Two New Zealanders have been given the country’s premier valor award for challenging a white chauvinist gunslinger during a 2019 terror attack on Christchurch mosques that sued the lives of 51 Muslim parishioners. One of them was Naeem Rashid, who was deceased in the attack, and the other one survivor Abdul Aziz has bestowed the New Zealand Cross for countless courage in a condition of great risk for their actions during the March 2019 shootings.

Prime Minister Jacinda Ardern stated that the award, which has only been bestowed twice before, was New Zealand’s non-combat equivalent of the Victoria Cross.

Read more: New Zealand mosque attack victims confront shooter in courtroom

Furthermore, eight people, comprising two police officials who detained gunslinger Brenton Tarrant as he strained to escape the scene in a car, were also awarded bravery decorations.

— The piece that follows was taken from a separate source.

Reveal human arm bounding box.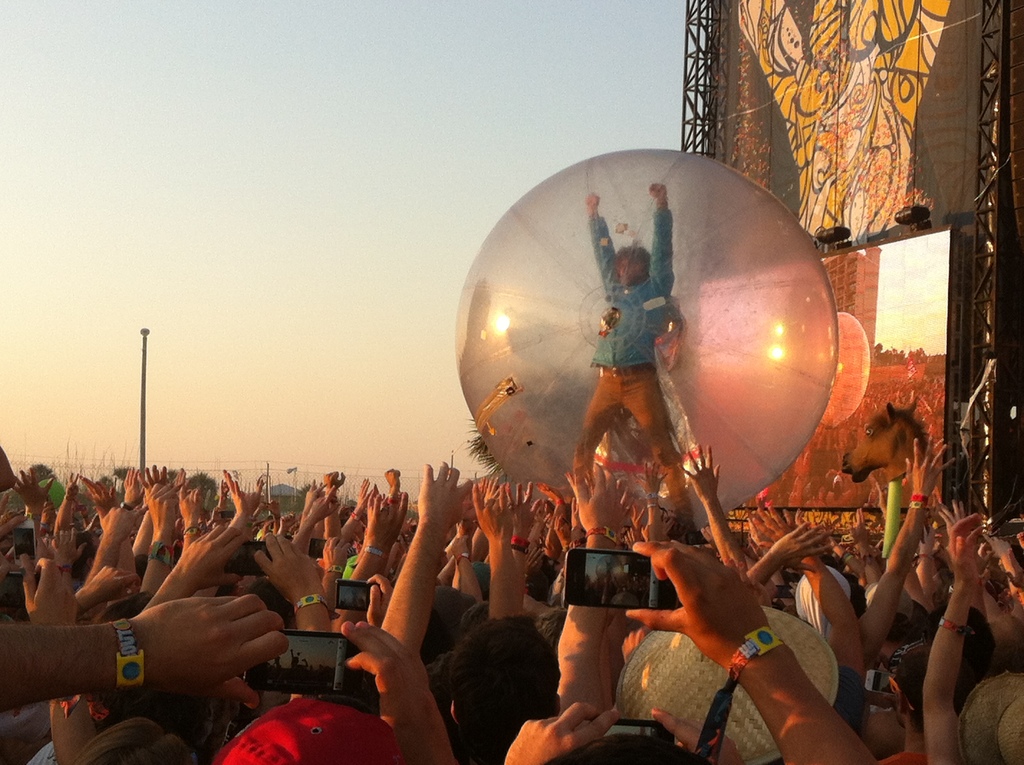
Revealed: bbox=(296, 478, 321, 524).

Ardern said the movements of those respected possibly prohibited the expiry toll from being even greater.

“The courage demonstrated by these New Zealanders was selfless and extraordinary, they have our deepest respect and gratitude for their actions on that day,” she said.

Equipped with a collection of semi-automatic arms, Tarrant first confronted Friday worshippers at Christchurch’s Al Noor mosque prior to moving on to the Linwood prayer center, live streaming the killings as he went.

The targets were all Muslim and comprised children, women, and the elderly.

Moreover, Naeem Rashid was present in the Al Noor mosque and accused at Tarrant, to some extent hitting him down in spite of being shot in the shoulder.

Afterward, Tarrant was confronted by Aziz when he went to Linwood, throwing a credit card reimbursement machine at him and then mocking him to try to draw him outside into a car park.

Additionally, he also wielded a vacant rifle rejected by Tarrant, making the gunman escape fearing the weapon was loaded.

Last year a magistrate condemned Tarrant to the first whole-of-life sentence ever given down in New Zealand, calling his actions “inhuman” and “wicked”.